Finding wise mind does take practice, but once you get there it is almost like the calm that followed the storm.

Have you been practicing mindfulness?





Title: Re: PTSD help for "freeze" pls? Frozen here
Post by: Sunfl0wer on March 30, 2015, 05:48:43 PM
Thank you for asking, while I said that was what I should do, no, I didn't, just have been disconnected.

Thanks for catching me.  Time to start NOW! 

Awesome! :)


Title: Re: PTSD help for "freeze" pls? Frozen here
Post by: ReluctantSurvivor on March 30, 2015, 05:53:23 PM
Hi Sunfl0wer,

 Sorry to hear you are having a bit of shell shock from everything, but it is only natural to get shaken when so much changes in our lives.  While I have not been formally diagnosed with PTSD or CPTSD (my former therapist preferred to focus on the individual and their issues, not on diagnoses) I did go through a spell where I was hyper-vigilant after my B/U.  As others have mentioned, mindfulness is a great tool to help keep our minds from snowballing into a state of shock.  I have been going through the online CBT exercises linked at the bottom of this site and found it very helpful.  CBT seems to draw a lot of parallels with much of the philosophy and metaphysics I have read over the years so I really like it.


Title: Re: PTSD help for "freeze" pls? Frozen here
Post by: EaglesJuju on March 30, 2015, 06:58:15 PM
Mindfulness has really helped me with many of my PTSD like symptoms.


Here is link to help you get started. 


Practicing mindfulness--how do you do it? (https://bpdfamily.com/message_board/index.php?topic=111031.0)






Title: Re: PTSD help for "freeze" pls? Frozen here
Post by: eeks on April 01, 2015, 10:57:56 PM
I've heard good things about Somatic Experiencing for trauma, developed by Dr. Peter Levine.  The author himself though says that it is developed for life threatening trauma, bearing in mind that "life-threatening" is subjective... .a young child undergoing surgery doesn't know it's for his own health, for example.  

Others have adapted SE to developmental trauma. Dr. Laurence Heller's book Healing Developmental Trauma, I was excited to read (as my childhood trauma is more developmental and relational, not physical threat or injury).  However I ended up disappointed because it seemed to rely in the end on the old "clients don't initiate their patterns, but they continue them" and pull yourself up by your own bootstraps willpower.  Which if the method actually works as he says it does, it seems peculiar to have to rely on that in the end.

I also read Dr.
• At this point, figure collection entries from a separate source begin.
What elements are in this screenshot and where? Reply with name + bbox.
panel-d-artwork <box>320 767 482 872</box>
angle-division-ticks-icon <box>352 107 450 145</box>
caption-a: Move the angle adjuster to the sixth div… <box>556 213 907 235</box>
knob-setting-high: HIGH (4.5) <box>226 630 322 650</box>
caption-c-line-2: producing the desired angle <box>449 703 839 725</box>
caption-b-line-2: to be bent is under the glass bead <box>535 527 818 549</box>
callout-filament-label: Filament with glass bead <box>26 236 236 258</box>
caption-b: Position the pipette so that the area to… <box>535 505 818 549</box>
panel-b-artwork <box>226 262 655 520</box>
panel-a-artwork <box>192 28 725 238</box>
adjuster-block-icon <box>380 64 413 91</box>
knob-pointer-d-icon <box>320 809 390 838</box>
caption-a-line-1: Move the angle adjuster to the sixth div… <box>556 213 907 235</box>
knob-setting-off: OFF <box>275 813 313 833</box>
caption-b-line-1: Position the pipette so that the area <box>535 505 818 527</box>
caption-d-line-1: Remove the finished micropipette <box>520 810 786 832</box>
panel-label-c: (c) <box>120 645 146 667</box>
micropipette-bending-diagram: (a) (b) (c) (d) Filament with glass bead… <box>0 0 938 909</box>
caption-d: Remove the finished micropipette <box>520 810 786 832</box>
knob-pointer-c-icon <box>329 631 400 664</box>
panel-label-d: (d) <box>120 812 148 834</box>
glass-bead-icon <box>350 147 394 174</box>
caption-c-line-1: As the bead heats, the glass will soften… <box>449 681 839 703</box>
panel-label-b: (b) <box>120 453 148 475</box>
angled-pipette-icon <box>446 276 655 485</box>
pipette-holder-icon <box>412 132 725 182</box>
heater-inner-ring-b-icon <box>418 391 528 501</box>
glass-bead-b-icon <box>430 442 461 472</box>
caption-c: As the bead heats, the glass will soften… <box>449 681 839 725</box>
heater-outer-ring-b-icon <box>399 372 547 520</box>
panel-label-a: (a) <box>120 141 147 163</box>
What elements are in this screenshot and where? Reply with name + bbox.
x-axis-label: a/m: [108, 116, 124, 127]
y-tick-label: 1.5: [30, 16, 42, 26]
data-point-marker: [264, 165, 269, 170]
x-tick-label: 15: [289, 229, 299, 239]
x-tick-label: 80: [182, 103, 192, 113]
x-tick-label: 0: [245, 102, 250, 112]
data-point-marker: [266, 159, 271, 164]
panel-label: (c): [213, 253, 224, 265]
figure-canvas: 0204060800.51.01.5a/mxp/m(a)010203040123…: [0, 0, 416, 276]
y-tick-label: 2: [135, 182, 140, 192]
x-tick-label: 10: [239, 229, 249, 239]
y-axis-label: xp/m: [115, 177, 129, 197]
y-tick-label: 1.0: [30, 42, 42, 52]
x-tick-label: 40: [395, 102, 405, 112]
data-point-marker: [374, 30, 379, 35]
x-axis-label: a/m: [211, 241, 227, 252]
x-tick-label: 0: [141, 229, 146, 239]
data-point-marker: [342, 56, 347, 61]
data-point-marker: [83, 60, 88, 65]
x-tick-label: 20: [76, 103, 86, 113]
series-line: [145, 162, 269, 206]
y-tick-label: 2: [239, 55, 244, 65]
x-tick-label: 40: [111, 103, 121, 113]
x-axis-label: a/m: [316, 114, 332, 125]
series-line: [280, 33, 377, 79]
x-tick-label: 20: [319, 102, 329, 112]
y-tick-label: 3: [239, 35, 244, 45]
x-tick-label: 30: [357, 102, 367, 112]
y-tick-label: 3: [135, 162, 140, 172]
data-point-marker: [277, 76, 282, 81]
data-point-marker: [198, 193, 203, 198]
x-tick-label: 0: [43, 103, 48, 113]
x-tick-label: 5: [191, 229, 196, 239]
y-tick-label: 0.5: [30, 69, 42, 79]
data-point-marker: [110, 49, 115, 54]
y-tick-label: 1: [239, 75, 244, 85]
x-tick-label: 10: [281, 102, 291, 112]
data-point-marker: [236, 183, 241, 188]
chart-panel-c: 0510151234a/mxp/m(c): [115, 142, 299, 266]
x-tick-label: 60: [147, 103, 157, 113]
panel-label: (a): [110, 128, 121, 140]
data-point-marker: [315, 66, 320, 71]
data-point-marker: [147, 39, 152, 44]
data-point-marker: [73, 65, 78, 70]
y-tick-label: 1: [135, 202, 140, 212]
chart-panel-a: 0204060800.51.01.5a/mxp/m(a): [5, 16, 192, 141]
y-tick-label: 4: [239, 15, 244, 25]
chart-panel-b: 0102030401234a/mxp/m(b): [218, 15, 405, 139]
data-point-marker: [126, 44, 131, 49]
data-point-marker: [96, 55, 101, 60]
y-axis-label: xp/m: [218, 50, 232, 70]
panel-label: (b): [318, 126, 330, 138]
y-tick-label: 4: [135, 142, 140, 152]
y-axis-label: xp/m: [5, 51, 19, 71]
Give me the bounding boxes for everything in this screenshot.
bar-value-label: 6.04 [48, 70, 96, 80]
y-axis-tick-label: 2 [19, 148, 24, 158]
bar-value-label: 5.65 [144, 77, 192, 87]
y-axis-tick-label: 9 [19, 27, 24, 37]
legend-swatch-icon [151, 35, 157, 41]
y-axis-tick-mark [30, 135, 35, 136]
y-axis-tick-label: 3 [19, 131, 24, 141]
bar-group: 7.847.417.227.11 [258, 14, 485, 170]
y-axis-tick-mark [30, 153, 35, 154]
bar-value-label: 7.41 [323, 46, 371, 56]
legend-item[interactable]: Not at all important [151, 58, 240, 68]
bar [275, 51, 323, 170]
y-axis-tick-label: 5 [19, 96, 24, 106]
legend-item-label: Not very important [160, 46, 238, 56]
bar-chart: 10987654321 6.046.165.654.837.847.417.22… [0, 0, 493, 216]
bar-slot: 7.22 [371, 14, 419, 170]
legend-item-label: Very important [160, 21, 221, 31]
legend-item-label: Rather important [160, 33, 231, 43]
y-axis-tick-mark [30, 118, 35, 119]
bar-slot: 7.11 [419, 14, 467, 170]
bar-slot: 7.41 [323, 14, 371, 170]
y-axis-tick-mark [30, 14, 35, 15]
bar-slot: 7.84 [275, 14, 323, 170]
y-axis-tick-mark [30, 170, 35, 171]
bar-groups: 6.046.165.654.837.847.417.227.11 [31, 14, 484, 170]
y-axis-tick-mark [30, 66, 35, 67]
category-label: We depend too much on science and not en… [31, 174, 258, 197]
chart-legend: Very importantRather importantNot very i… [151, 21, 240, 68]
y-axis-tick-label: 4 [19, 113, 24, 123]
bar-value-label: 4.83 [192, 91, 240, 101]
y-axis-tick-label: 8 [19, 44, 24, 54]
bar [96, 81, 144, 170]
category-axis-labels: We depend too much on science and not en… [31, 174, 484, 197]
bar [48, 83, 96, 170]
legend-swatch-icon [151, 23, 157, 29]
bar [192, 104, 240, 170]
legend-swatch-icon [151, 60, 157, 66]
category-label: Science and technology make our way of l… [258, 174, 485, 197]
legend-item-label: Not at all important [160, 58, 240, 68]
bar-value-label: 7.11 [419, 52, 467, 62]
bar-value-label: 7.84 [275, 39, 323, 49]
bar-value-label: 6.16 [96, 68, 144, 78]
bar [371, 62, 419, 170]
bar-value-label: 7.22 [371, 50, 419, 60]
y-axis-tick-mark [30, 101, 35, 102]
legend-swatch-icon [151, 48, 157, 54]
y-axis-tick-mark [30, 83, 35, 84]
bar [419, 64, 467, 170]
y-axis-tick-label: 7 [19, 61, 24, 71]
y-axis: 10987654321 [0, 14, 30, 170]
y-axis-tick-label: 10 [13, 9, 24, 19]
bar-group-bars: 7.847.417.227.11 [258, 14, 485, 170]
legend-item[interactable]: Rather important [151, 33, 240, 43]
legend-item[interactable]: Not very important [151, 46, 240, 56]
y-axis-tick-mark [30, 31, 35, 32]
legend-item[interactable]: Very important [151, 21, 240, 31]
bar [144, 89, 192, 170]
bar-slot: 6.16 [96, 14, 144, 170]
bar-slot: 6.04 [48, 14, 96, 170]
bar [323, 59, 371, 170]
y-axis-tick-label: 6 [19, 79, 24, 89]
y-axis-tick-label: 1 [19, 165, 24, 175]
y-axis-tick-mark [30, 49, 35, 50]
Diane Poole Heller's blog, she combines SE with attachment theory (they have the same last name, I wonder if they are husband and wife, which would be pretty funny because there are significant differences between their approaches) so there's more emphasis on the interpersonal interactions, but still the same SE techniques for reintegrating dissociated memories.